The transition of work was very different. When we left, I had numerous commitments in Edmonton. I spent the next year commuting back and forth as I followed through and fulfilled those contracts. And I have kept doing that ever since. While my work in Alberta has tapered off, it hasn’t gone away. And while it has taken time, I’ve also begun to build up a presence and a reputation again in Ontario. The challenge has been that, in the intervening years, I’ve often felt torn between west and east. I’ve been in-between both places, and haven’t always felt that I’ve fully inhabited either. Six years on, however, I joked to a friend that “I can’t really make the argument that I’m in transition anymore.”

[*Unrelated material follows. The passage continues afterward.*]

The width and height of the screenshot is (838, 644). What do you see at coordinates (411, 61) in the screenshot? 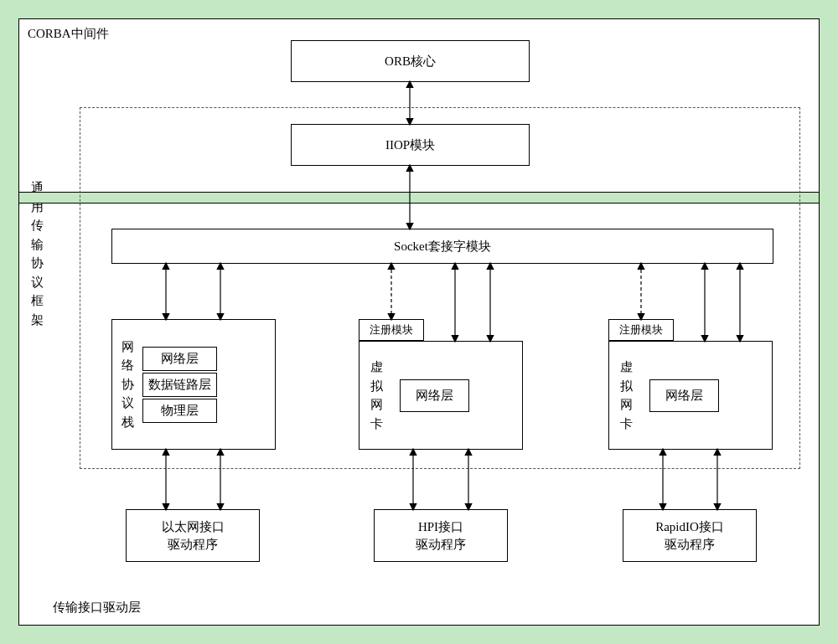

That realization was, for now, the end of that particular journey. The wrestling of the liminal stage was about exploring and figuring out how to build a life that involves, today, working in two very different places. It was about recognizing and coming to the appreciation that my new status wasn’t about “being in transition.” It was about “firmly having my feet in two different provinces.” While I’m physically in between both places (and I’m actually currently in Edmonton as I write this), that is in point of fact my current role and status.
That doesn’t mean that I won’t change again. And that’s probably the predominant feature of transitioning into and then finally leaving the postliminal stage. We often think that we need to make the right decision, to find the perfect choice, as if once made it will never change. And of course it will change. While we can’t go back, we can still move forward. And we will keep moving forward. Sometime in the future, my role and my status will shift again. I may finally transition fully to Ontario. And then I again I may transition somewhere else entirely.
That’s the wonderful thing about life, and about liminality. You can always be in-between. Not as a permanent state of indecision, necessarily, but constantly changing and transforming, growing and evolving. For all the choices you make today, there will be future ones for you to explore and consider. Some you will embrace. Others may be thrust upon you. And while it might feel uncertain and uneven and sometimes downright scary as you go through the transition, eventually we all come out the other side.